Our failure to immediately use the early days of independence to - TopicsExpress



          

Our failure to immediately use the early days of independence to commence the nation building process is what I consider the biggest missed opportunity in the history of Nigeria. It is the reason as Professor Stephenson asserts, we find ourselves in “cyclical intractable conflict” So, it was not surprising that shortly after the novelty of our political independence wore off the troubling underbelly of our nascent democracy was revealed in the rather prescient reading of the situation at that time by the Central Intelligence Agency of the United States in one of its memorandum of 1966. It wrote “Africa’s most populous country (population estimated at 48 million) is in the throes of a highly complex internal crisis rooted in its artificial origin as a British dependency containing over 250 diverse and often antagonistic tribal groups. The present crisis started” with Nigerian independence in 1960, but the federated parliament hid “serious internal strains. It has been in an acute stage since last January when a military coup d’état destroyed the constitutional regime bequeathed by the British and upset the underlying tribal and regional power relationships. At stake now are the most fundamental questions which can be raised about a country, beginning with whether it will survive as a single viable entity. The situation is uncertain, with Nigeria,……is sliding downhill faster and faster, with less and less chance unity and stability. Unless present army leaders and contending tribal elements soon reach agreement on a new basis for association and take some effective measures to halt a seriously deteriorating security situation, there will be increasing internal turmoil, possibly including civil war”.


**Task statement:**
Please give the number of lines in the entries below that hold "small", with no other words.

---------- Working data ----------

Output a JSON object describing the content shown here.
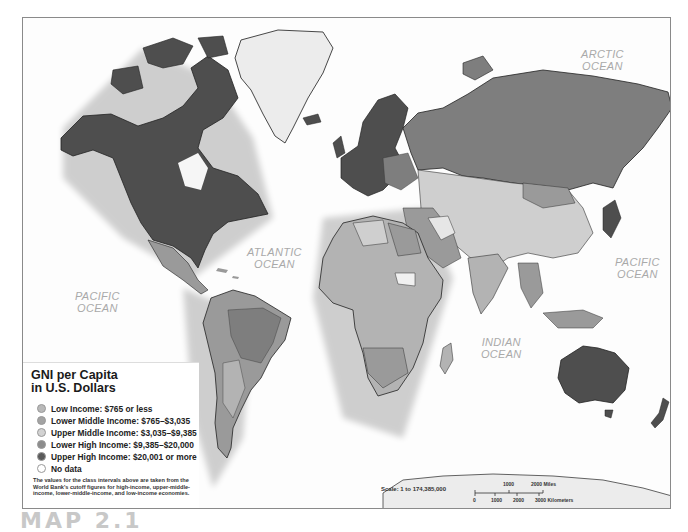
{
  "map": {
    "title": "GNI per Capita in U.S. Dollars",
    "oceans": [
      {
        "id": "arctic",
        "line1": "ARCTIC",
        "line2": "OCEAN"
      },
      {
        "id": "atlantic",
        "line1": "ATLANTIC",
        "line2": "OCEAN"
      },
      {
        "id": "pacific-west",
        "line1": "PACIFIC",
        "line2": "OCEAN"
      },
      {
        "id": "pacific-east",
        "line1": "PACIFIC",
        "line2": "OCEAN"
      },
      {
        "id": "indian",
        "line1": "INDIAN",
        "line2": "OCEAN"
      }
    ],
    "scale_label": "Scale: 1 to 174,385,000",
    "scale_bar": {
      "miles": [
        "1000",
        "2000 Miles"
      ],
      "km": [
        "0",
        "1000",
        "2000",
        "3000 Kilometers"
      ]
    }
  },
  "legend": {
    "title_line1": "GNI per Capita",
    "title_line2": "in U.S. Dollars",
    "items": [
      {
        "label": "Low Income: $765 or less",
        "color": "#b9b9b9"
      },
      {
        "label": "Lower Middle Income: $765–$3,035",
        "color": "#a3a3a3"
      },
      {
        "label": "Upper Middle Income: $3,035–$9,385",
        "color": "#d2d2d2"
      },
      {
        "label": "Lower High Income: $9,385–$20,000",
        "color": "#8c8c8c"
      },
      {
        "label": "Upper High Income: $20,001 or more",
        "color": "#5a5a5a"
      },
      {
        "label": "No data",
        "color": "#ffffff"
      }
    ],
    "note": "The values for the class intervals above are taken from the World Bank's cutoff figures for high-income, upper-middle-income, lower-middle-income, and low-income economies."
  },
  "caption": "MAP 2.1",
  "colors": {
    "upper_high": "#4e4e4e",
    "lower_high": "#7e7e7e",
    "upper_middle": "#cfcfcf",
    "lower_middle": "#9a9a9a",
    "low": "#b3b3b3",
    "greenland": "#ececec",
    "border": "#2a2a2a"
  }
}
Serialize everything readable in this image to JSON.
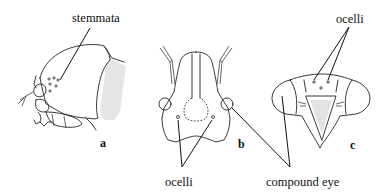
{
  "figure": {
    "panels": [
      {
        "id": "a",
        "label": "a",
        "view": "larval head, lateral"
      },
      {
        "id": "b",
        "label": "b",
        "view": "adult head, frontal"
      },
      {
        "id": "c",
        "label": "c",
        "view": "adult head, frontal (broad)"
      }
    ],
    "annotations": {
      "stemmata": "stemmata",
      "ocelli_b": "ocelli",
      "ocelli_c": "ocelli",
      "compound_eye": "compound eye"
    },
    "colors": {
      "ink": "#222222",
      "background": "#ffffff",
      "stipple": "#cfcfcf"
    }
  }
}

----------
---------- Working data ----------

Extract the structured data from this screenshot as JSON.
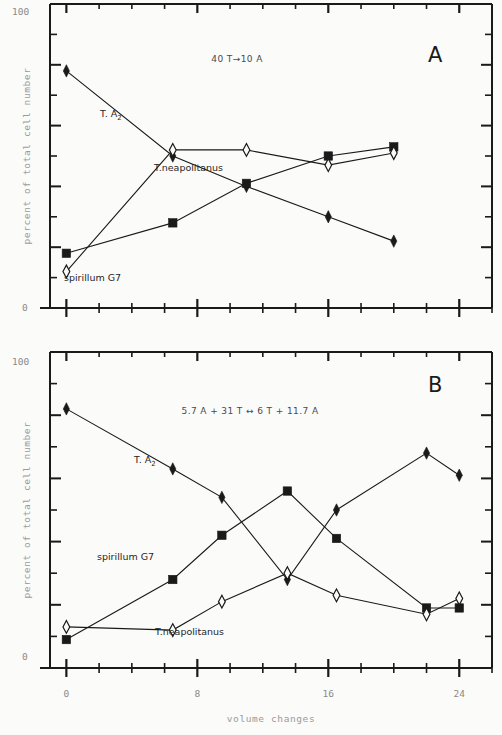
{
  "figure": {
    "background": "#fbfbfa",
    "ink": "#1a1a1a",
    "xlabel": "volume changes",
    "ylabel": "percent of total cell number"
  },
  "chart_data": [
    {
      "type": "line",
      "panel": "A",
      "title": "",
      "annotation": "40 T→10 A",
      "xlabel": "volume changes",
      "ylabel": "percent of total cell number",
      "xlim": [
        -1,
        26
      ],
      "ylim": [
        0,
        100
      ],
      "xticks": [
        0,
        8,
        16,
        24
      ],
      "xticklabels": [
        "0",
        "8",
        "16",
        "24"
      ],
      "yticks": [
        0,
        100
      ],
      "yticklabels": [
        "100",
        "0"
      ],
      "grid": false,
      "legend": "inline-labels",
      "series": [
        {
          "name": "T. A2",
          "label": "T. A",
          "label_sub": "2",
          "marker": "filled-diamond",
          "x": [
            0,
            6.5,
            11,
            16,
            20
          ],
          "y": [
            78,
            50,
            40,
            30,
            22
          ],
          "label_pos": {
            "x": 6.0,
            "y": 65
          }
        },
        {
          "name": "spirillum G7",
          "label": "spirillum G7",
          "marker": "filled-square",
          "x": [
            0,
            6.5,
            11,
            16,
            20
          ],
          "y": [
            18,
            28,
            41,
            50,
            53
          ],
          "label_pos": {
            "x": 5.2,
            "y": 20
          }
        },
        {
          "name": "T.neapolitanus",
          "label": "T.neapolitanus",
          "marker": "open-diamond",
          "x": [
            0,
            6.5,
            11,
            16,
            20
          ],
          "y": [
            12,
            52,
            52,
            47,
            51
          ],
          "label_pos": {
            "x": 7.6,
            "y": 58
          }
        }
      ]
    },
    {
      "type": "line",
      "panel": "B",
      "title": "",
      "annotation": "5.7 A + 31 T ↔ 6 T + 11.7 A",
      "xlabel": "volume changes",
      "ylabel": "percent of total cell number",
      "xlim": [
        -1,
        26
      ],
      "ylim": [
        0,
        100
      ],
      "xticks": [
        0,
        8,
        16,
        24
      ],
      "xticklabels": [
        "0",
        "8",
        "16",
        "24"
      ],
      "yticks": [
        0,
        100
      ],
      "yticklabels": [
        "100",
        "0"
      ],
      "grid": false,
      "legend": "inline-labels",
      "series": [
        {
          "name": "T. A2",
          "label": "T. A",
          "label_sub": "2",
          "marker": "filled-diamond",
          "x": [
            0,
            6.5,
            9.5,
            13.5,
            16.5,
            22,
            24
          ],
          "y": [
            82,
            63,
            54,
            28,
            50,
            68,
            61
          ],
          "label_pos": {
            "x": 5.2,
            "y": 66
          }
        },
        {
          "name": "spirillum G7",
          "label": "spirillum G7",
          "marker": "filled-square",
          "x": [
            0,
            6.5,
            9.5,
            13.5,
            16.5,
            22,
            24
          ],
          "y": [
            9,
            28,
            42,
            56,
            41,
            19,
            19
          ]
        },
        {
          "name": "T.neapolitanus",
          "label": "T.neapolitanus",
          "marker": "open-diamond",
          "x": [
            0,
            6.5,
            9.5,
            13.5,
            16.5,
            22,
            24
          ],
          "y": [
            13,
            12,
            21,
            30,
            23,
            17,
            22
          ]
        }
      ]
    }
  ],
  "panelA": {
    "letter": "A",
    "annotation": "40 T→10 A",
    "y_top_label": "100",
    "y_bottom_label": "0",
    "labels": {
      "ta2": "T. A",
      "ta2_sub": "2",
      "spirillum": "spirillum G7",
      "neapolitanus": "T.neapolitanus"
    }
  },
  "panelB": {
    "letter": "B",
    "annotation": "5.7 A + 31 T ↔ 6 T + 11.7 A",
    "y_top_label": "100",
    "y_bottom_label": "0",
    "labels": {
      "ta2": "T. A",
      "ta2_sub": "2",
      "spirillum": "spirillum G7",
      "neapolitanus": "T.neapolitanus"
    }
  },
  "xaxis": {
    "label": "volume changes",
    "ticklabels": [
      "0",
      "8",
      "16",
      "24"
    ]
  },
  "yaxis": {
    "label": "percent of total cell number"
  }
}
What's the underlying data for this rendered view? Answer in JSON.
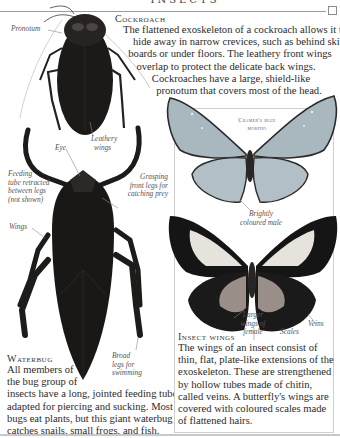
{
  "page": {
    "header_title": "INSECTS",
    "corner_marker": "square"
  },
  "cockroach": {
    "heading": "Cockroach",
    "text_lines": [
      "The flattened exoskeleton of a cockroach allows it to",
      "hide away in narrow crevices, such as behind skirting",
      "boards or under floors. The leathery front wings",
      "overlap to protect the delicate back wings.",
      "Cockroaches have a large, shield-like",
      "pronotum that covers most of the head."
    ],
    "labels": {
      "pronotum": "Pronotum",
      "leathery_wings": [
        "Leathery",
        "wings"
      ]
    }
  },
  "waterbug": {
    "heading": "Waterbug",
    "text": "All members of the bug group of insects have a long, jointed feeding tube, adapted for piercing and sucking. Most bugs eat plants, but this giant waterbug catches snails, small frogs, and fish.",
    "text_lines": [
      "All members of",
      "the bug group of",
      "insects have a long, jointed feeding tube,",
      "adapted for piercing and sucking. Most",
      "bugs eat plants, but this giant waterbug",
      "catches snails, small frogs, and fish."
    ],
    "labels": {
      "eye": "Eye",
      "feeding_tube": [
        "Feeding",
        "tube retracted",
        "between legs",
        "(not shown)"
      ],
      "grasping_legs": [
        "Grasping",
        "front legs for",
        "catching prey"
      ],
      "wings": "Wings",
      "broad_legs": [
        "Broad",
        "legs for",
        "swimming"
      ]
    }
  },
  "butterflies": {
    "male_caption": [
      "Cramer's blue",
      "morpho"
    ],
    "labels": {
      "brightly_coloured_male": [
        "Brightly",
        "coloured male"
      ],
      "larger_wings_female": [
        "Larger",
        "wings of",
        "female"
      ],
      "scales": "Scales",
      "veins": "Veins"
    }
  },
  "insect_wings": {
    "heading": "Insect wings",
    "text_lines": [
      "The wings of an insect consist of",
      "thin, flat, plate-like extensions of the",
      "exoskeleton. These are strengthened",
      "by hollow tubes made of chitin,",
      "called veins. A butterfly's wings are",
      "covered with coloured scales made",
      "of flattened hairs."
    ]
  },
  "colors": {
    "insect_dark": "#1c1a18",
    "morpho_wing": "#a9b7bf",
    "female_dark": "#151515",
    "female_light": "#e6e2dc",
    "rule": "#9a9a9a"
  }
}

----------
---------- Working data ----------

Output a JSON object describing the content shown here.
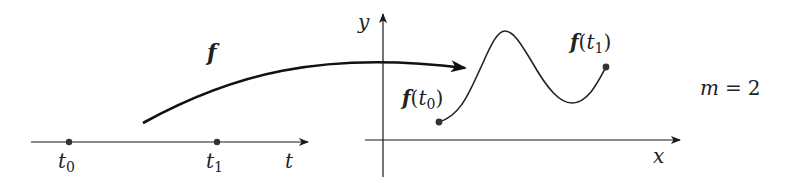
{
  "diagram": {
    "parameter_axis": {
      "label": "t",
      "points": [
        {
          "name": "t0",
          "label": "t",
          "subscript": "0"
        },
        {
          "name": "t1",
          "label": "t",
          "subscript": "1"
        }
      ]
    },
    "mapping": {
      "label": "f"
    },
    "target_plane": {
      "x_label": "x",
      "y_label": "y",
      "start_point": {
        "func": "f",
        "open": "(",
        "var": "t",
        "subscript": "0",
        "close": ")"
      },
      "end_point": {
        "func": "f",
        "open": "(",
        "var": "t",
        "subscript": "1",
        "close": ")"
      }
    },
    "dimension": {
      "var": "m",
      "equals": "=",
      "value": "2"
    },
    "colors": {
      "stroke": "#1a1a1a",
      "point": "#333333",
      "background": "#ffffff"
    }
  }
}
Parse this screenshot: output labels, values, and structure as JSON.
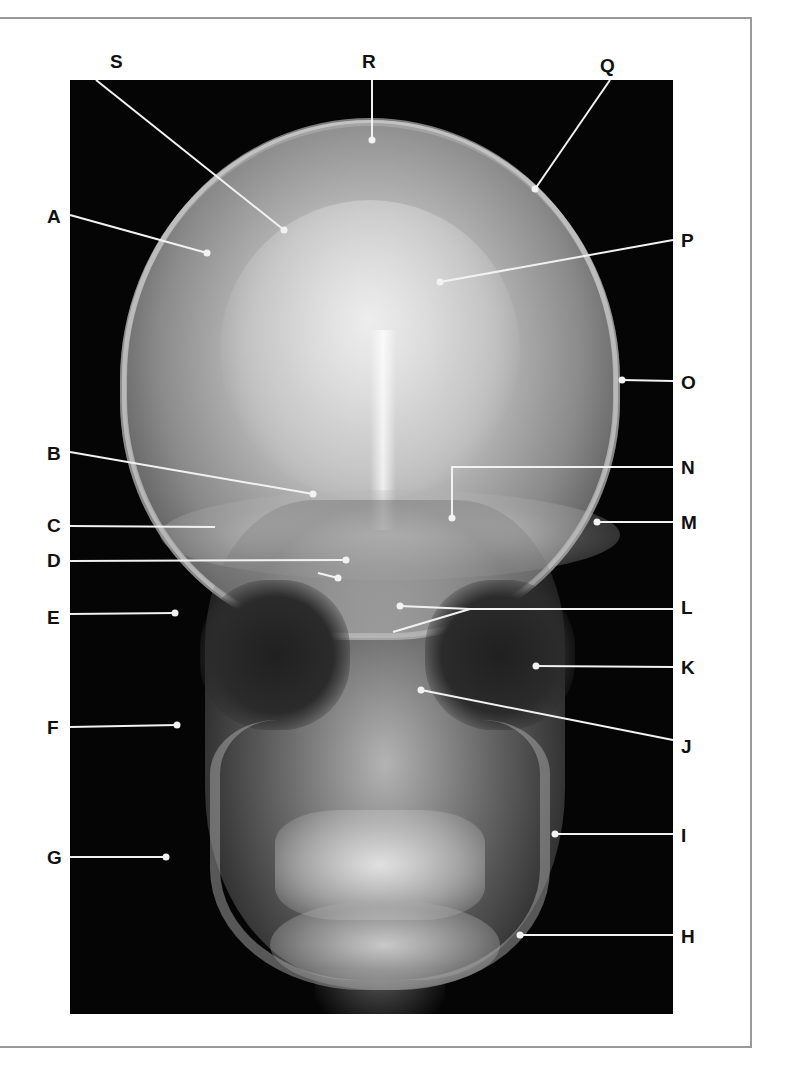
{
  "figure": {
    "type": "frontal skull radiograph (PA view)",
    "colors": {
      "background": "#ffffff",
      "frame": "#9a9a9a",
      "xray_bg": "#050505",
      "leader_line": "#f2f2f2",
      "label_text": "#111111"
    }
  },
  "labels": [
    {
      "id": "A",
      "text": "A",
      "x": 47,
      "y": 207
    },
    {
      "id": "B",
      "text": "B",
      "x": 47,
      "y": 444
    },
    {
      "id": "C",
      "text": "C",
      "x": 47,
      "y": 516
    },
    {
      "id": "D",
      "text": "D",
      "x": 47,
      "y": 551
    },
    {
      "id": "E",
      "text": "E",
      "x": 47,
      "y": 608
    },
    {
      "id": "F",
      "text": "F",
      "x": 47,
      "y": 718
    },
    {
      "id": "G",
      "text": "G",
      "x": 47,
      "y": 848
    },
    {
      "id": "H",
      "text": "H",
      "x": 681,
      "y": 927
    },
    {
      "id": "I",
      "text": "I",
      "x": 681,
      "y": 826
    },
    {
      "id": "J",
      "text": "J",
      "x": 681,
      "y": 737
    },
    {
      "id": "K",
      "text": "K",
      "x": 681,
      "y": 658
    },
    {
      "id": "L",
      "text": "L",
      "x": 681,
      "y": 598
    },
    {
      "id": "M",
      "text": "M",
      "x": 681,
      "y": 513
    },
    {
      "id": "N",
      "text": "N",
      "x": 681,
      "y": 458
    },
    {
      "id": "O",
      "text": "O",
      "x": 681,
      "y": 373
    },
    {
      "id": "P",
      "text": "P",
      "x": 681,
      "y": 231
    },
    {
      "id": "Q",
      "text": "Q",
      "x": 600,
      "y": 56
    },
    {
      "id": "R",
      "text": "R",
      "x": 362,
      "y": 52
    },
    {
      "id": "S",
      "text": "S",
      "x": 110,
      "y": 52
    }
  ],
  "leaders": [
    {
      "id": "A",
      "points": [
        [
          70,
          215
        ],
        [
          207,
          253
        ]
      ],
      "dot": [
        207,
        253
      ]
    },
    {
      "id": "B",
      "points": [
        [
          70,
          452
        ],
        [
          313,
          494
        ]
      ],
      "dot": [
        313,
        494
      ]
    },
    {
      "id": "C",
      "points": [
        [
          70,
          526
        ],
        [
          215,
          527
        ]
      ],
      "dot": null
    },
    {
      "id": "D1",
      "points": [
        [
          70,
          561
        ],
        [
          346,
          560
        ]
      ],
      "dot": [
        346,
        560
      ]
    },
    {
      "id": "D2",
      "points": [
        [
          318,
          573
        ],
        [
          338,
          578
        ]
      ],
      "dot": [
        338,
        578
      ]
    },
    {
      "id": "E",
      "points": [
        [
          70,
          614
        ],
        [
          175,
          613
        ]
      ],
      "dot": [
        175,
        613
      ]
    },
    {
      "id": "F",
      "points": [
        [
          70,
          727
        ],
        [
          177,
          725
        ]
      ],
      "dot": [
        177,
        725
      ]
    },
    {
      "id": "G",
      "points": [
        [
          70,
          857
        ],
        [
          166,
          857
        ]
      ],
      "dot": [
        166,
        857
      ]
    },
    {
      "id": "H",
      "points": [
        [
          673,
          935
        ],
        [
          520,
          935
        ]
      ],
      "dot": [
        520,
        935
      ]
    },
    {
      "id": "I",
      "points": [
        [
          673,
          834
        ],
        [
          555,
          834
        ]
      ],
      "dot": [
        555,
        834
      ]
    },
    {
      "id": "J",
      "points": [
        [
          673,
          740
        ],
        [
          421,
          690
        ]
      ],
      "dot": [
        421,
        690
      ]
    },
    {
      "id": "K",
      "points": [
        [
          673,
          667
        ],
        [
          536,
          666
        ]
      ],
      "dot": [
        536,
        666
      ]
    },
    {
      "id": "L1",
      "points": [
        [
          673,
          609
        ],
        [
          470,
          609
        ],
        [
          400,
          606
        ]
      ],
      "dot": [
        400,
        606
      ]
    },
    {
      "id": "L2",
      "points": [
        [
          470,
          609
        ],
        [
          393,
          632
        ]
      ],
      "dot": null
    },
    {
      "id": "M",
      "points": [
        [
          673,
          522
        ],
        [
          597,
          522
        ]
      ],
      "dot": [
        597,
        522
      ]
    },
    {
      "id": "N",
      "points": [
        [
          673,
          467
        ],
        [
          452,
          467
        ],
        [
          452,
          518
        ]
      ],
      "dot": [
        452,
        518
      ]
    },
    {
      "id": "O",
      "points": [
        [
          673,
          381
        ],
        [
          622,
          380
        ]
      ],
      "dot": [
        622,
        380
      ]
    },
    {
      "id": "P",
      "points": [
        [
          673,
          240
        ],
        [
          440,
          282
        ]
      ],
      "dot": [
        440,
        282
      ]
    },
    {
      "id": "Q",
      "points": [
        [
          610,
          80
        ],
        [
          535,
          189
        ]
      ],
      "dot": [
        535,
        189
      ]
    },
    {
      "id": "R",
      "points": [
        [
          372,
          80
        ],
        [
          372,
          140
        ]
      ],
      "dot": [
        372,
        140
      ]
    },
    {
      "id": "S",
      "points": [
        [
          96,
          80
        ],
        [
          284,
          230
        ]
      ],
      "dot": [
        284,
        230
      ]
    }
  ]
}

----------

**Response to the task:**
2